If you already have sales quotas, you know how important they are to your center’s performance. Sales quotas cut through the often very gray area of “feelings, efforts and intentions.” Often, we really like some of our sales people and they seem to be making the effort when we are on the floor listening to them. When they regularly miss their sales quotas, however, you know that they are not making that effort all the time. Some may grumble, but sales quotas are usually considered a baseline, a bare minimum. Imagine a group of students taking an algebra test in school. The teacher tells them to do “as well as they can.” That same group of students would have averaged a much higher score if the teacher said, “To be successful you must score at least 75%.” Sales quotas produce the same results.

3) Accountability:

This is the other component in a proper sales quota. There is no use telling your center that they must achieve at least 30 sales per month if there is no consequence for not hitting 30 sales. Although many centers establish a one-three month grace period when they first introduce a sales quota, consequences must eventually become part of the process. If not, telephone associates will continue to perform as they have in the past. Remember, the goal is not to harass your people. It is to bring out their best. Although an occasional employee performs better and develops more quickly when left to function at his/her own desired effort level, most employees prefer guide lines, rules and targeted expectations. Employee opinion polls may not agree with the last sentence, but research on employee performance agrees completely.

4) Daily Results:

It sounds too simple to be important, but producing daily results for sales people and supervisors to see will contribute to a positive selling environment. In field sales, or face-to-face selling, weekly or even monthly results are usually fine. It all depends on the average number of sales in a given sales period. In most call center environments sales people will make sales daily, so they should see their results daily. Supervisors can more quickly praise those that produce well and help those that struggle with sales.

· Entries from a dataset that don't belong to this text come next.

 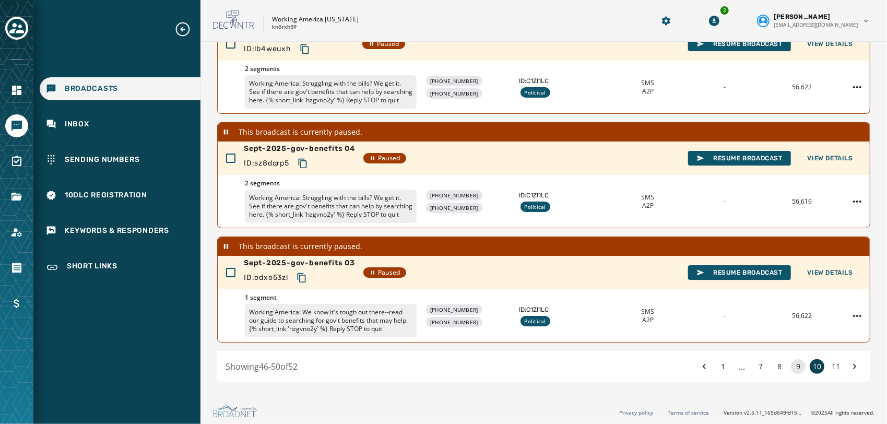 I want to click on a: Navigate to Keywords & Responders, so click(x=120, y=231).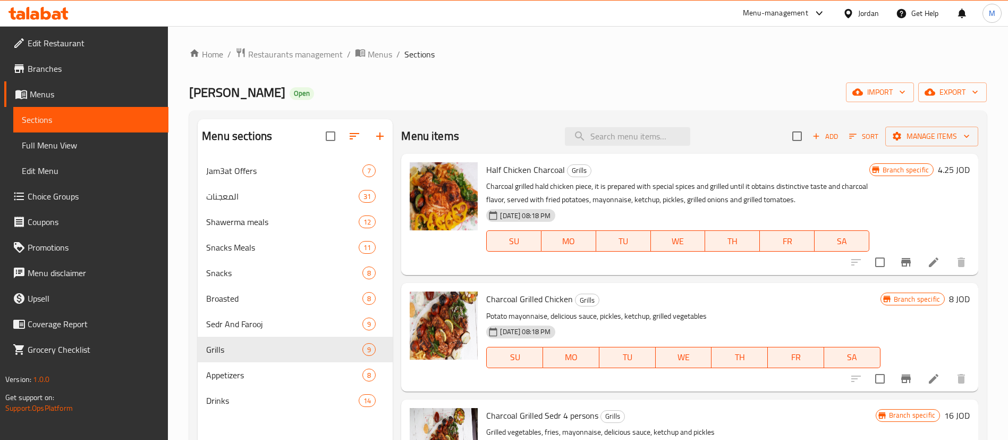 The height and width of the screenshot is (440, 1008). I want to click on button: MO, so click(571, 357). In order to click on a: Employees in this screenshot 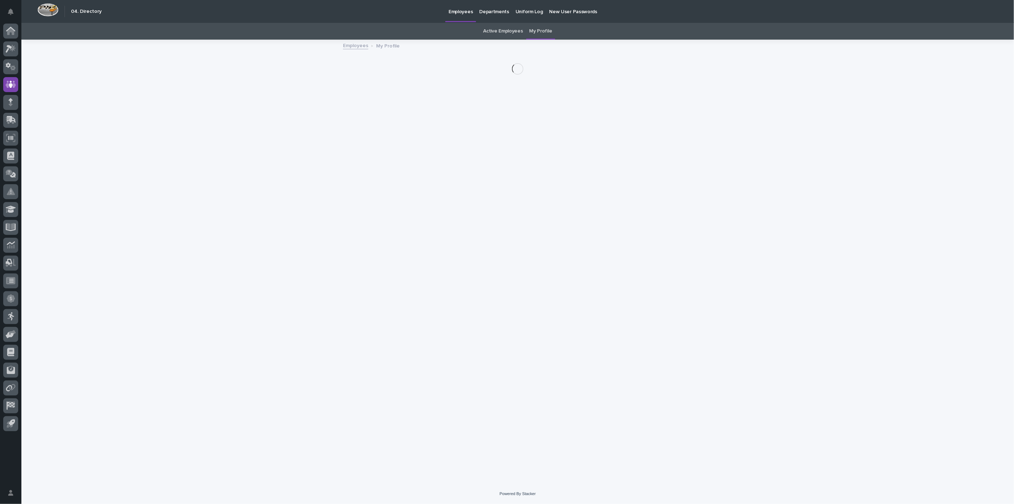, I will do `click(356, 45)`.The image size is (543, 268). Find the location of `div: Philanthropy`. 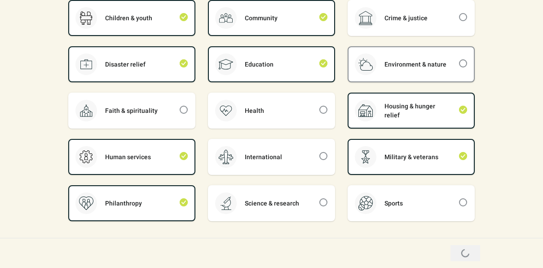

div: Philanthropy is located at coordinates (124, 203).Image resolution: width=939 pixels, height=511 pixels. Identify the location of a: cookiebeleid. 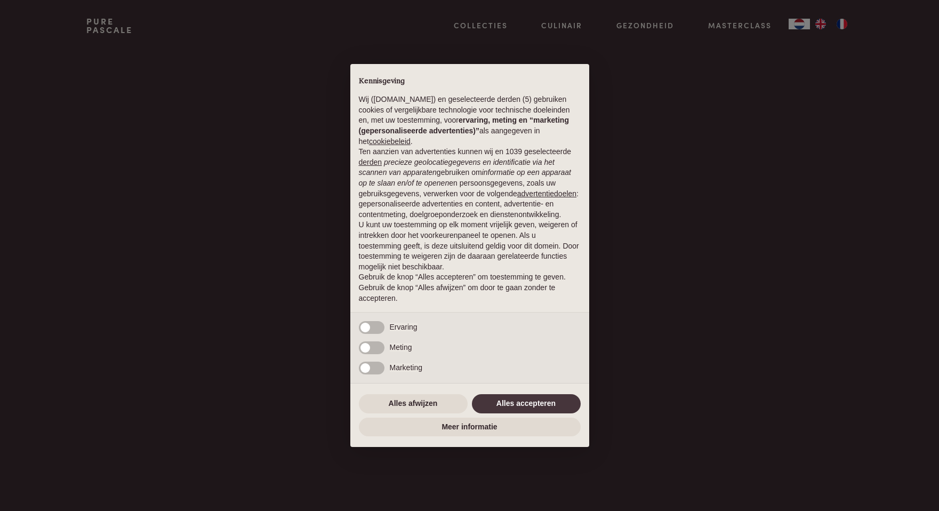
(390, 141).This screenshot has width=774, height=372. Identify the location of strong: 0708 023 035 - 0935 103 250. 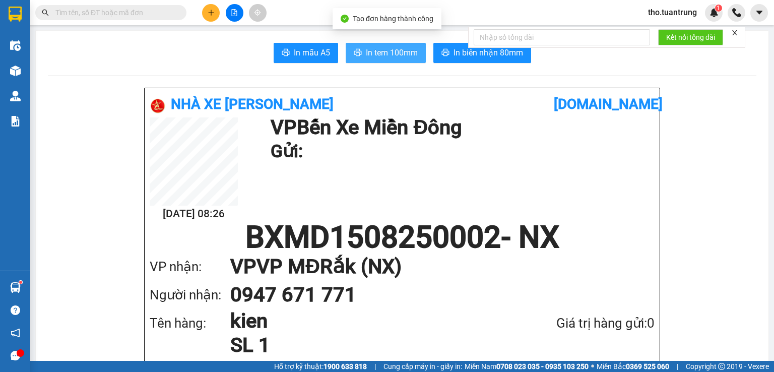
(542, 367).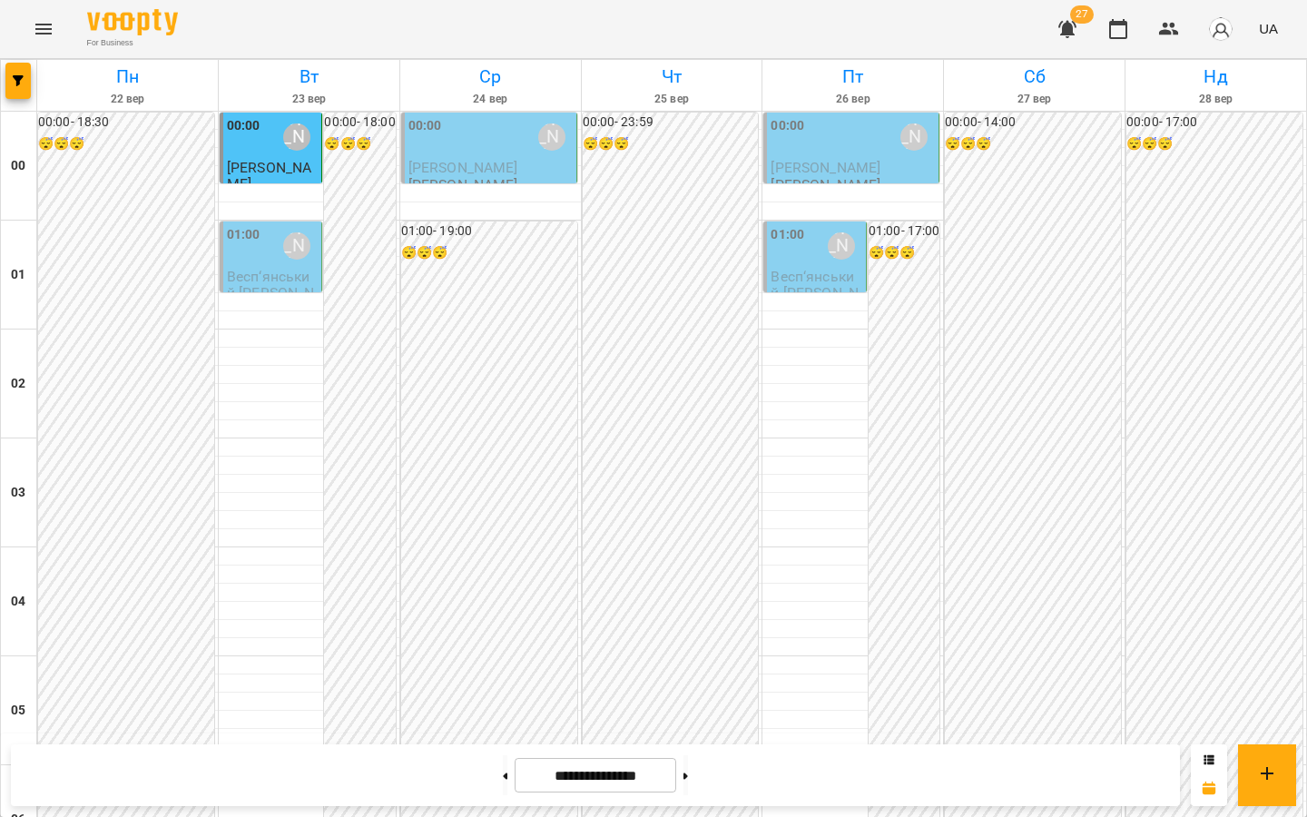  I want to click on span: UA, so click(1268, 28).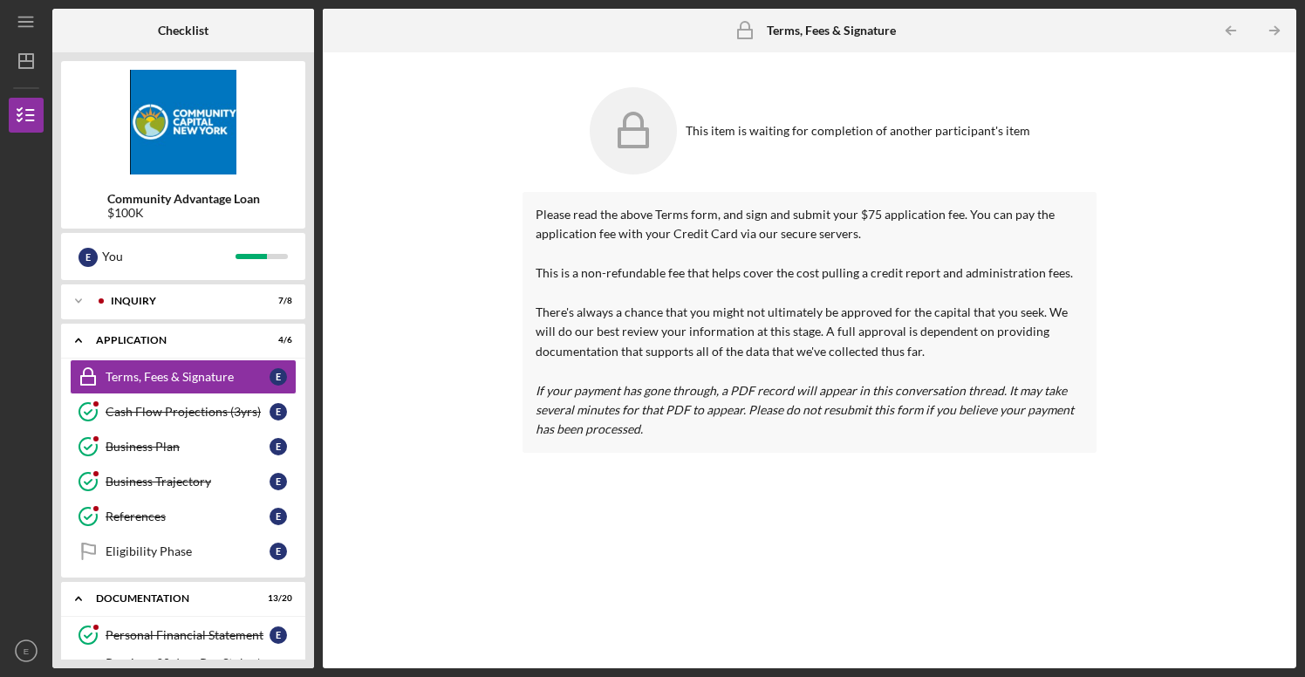 The height and width of the screenshot is (677, 1305). Describe the element at coordinates (188, 551) in the screenshot. I see `div: Eligibility Phase` at that location.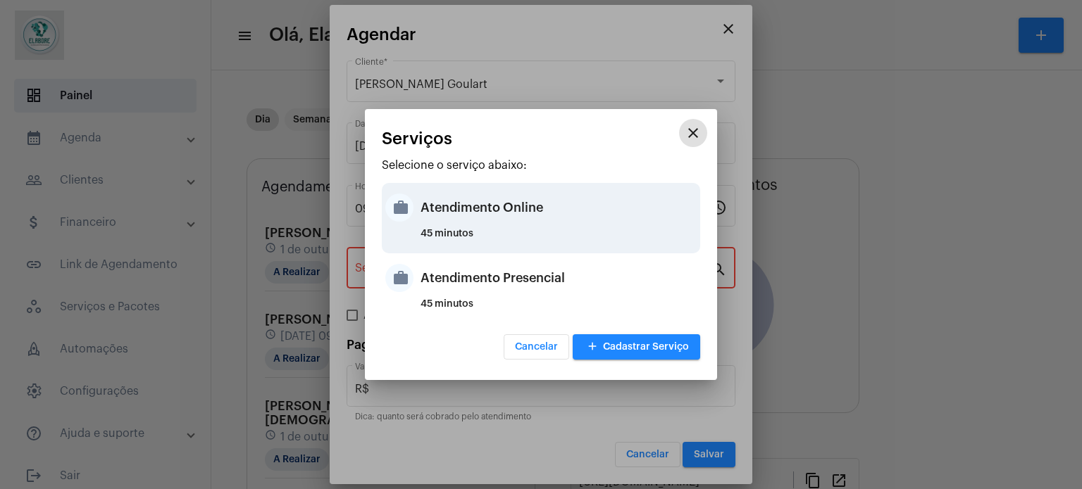 The width and height of the screenshot is (1082, 489). I want to click on div: Atendimento Presencial, so click(558, 278).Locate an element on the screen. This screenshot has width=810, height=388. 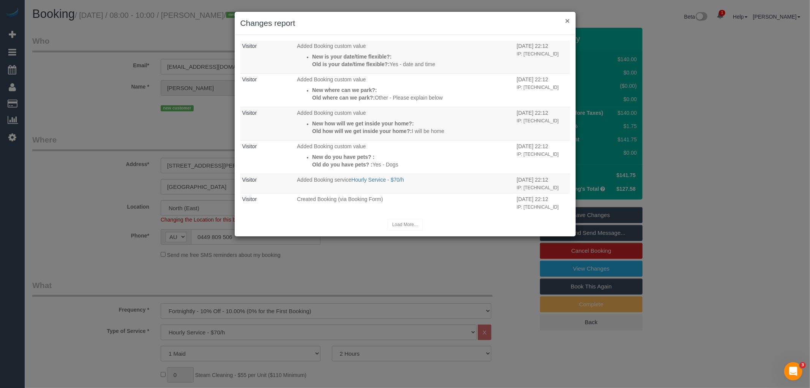
p: Yes - Dogs is located at coordinates (412, 164).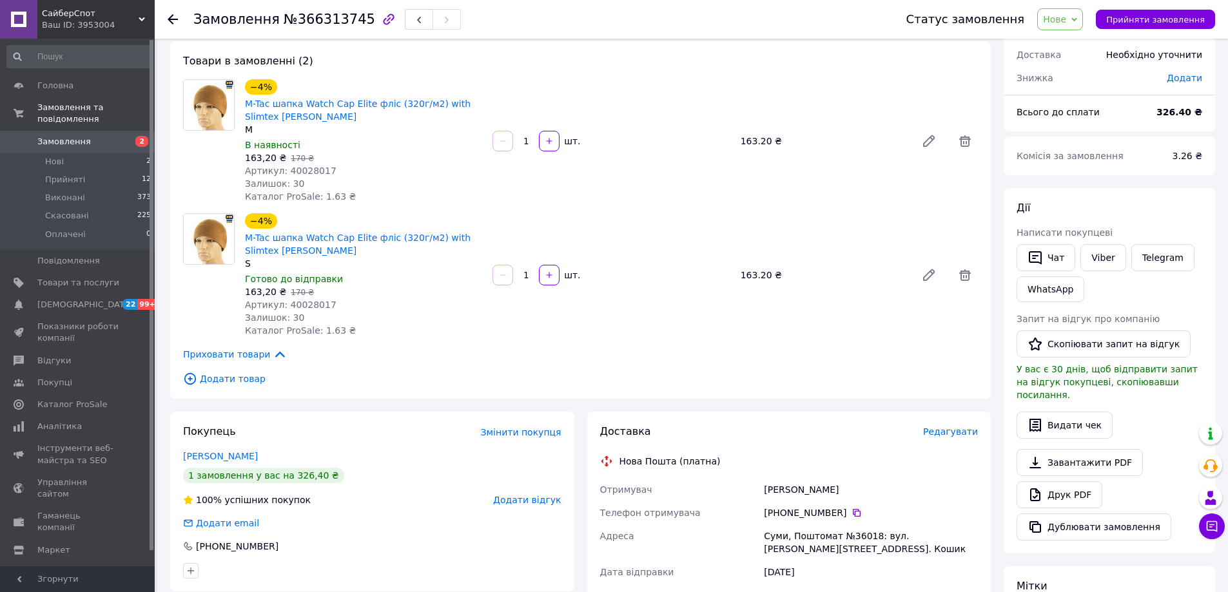 The width and height of the screenshot is (1228, 592). What do you see at coordinates (1103, 258) in the screenshot?
I see `a: Viber` at bounding box center [1103, 258].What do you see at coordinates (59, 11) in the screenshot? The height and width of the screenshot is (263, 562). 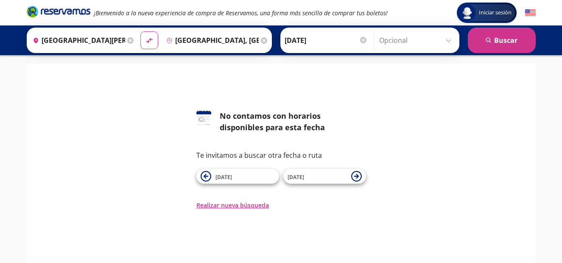 I see `i: Brand Logo` at bounding box center [59, 11].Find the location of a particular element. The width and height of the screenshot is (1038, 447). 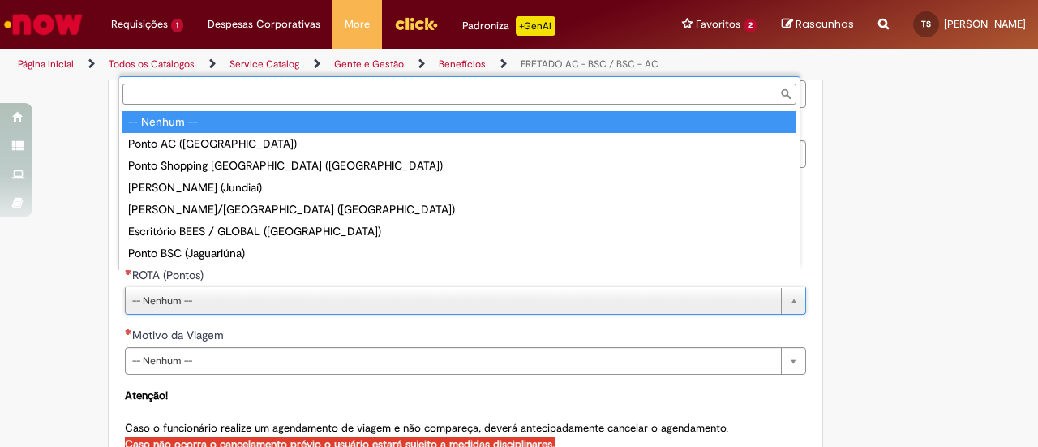

div: -- Nenhum -- is located at coordinates (459, 122).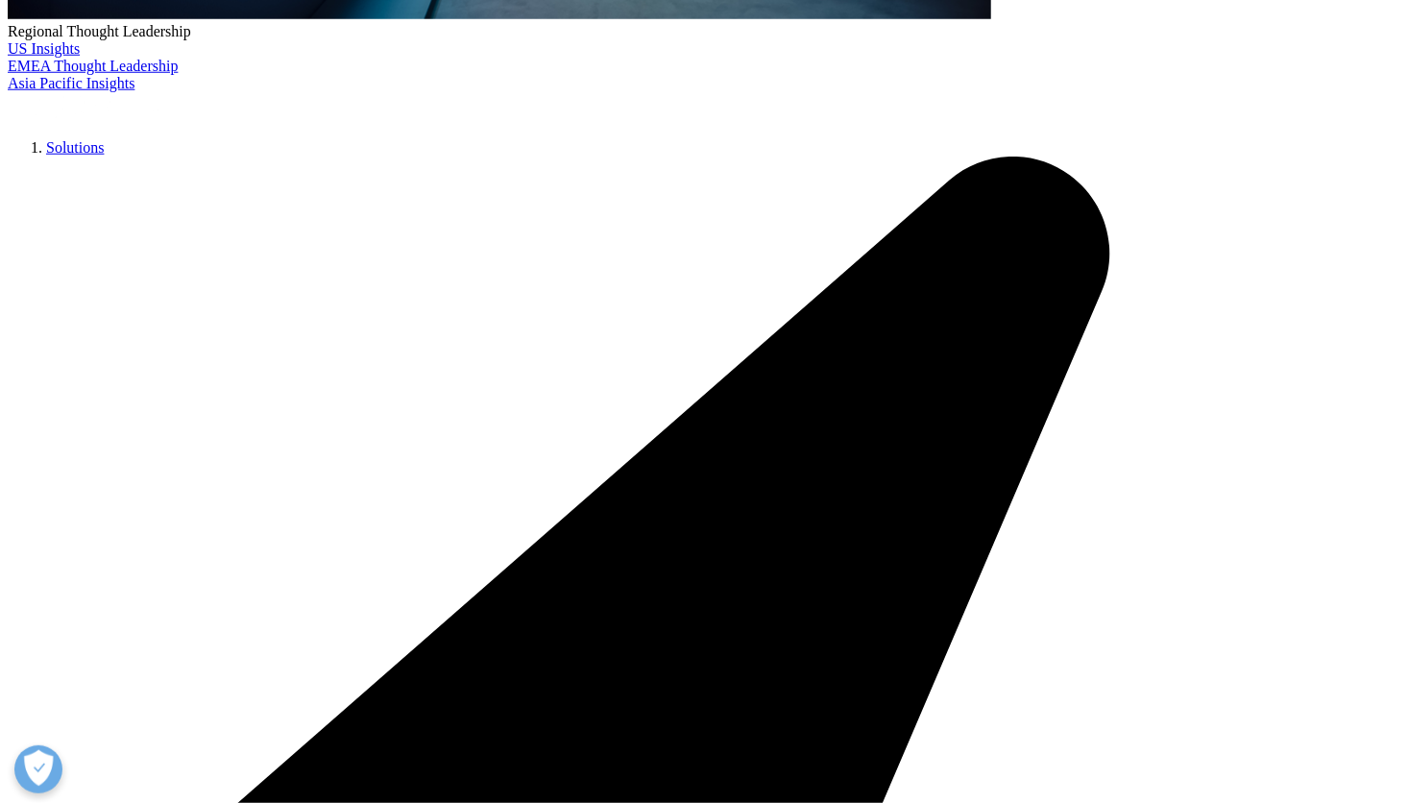  I want to click on a: Solutions, so click(75, 147).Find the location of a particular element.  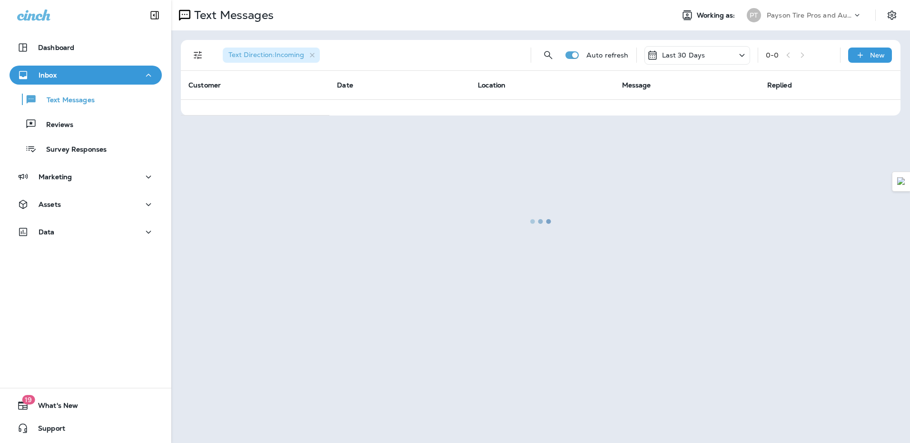

p: Inbox is located at coordinates (48, 75).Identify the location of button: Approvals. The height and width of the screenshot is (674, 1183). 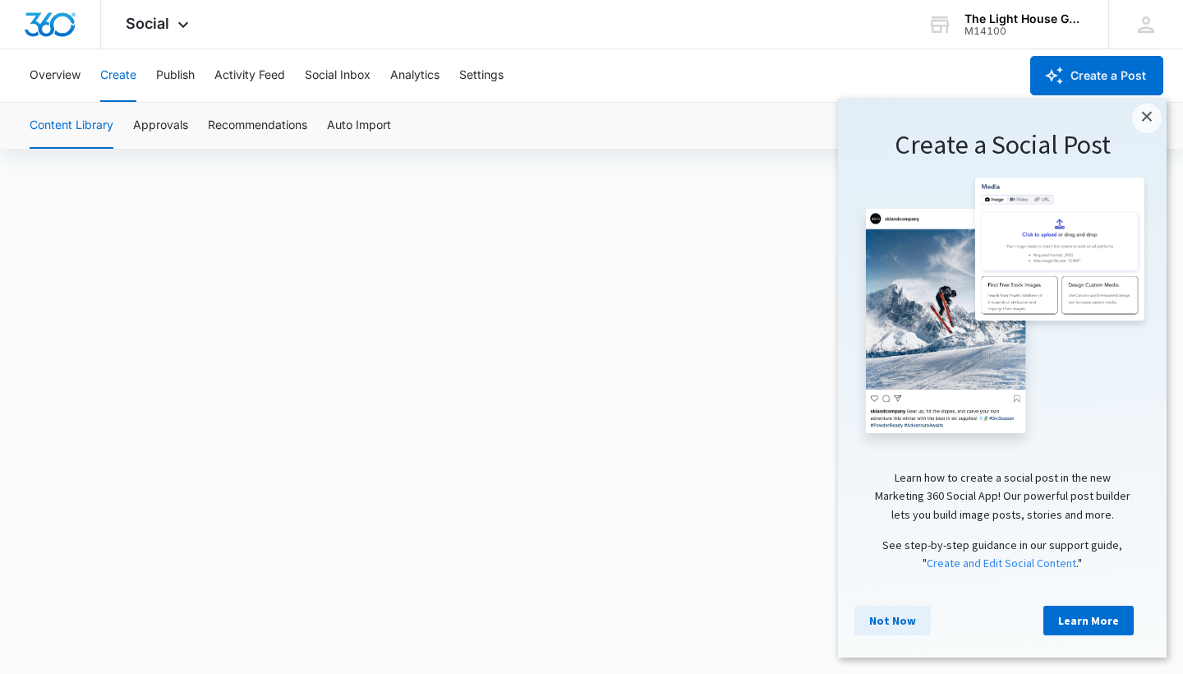
(160, 126).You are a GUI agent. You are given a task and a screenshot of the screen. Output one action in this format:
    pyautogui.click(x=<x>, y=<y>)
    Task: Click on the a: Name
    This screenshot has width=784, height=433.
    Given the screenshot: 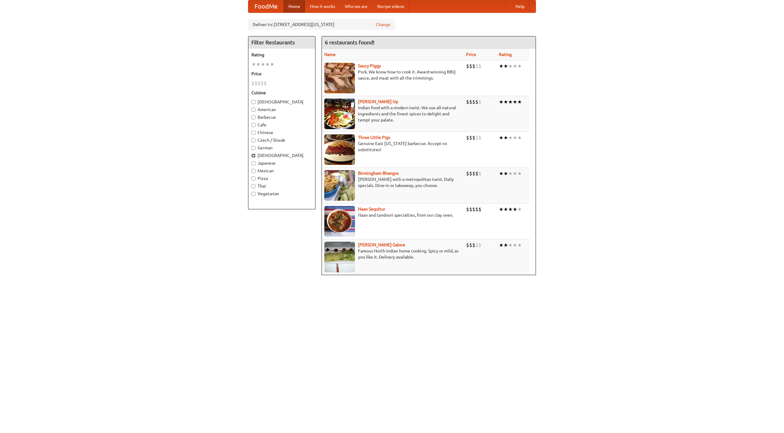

5) Stack Rankings On Walls:

Sales results for each team should be posted around the walls for all to see. Nothing motivates a lower performer more than seeing his/her achievements at the bottom of all their peers. This may sound cruel, but it is part of the selling environment. It is also an excellent test to see whether your center is doing all it can to promote sales. Initially you will hear some pushback like, “Hey, this is like ‘big brother,’ watching us like this.” But that type of response rarely comes from your better producers. Since you want more of these better producers, motivate them with compensation and publicized results.

6) Sales Coaching:

There is no substitute for this component. When a center shifts from service-only to sales and service, the supervisors and floor managers often continue to work the floor as they had in the past. They spend the majority of their floor-time putting out fires, answering questions, taking escalations and approving credits. In a true sales center these same managers will partition time to conduct on-the-floor observations and sales coaching conversations. Did she try to close on that last call? Did he probe for needs? Are my people making at least one sales offer on every call? In a sales environment these types of coaching conversations must happen immediately to have a positive effect on performance. Some centers instruct their supervisors to pull telephone employees offline once each week (or even every other week) to listen to recorded calls and conduct private sales coaching. This is somewhat helpful, but it is not enough. For better sales performance (and for more satisfied telephone associates) keep your supervisors on the floor, driving sales through better sales coaching.

There are many other great ways to transform your call center into a high-performing sales/profit center. We will share additional ideas in the coming moths. We also welcome your ideas. In the end there is nothing more satisfying than watching a group of people mature into a cohesive sales team, earning more for themselves and your organization.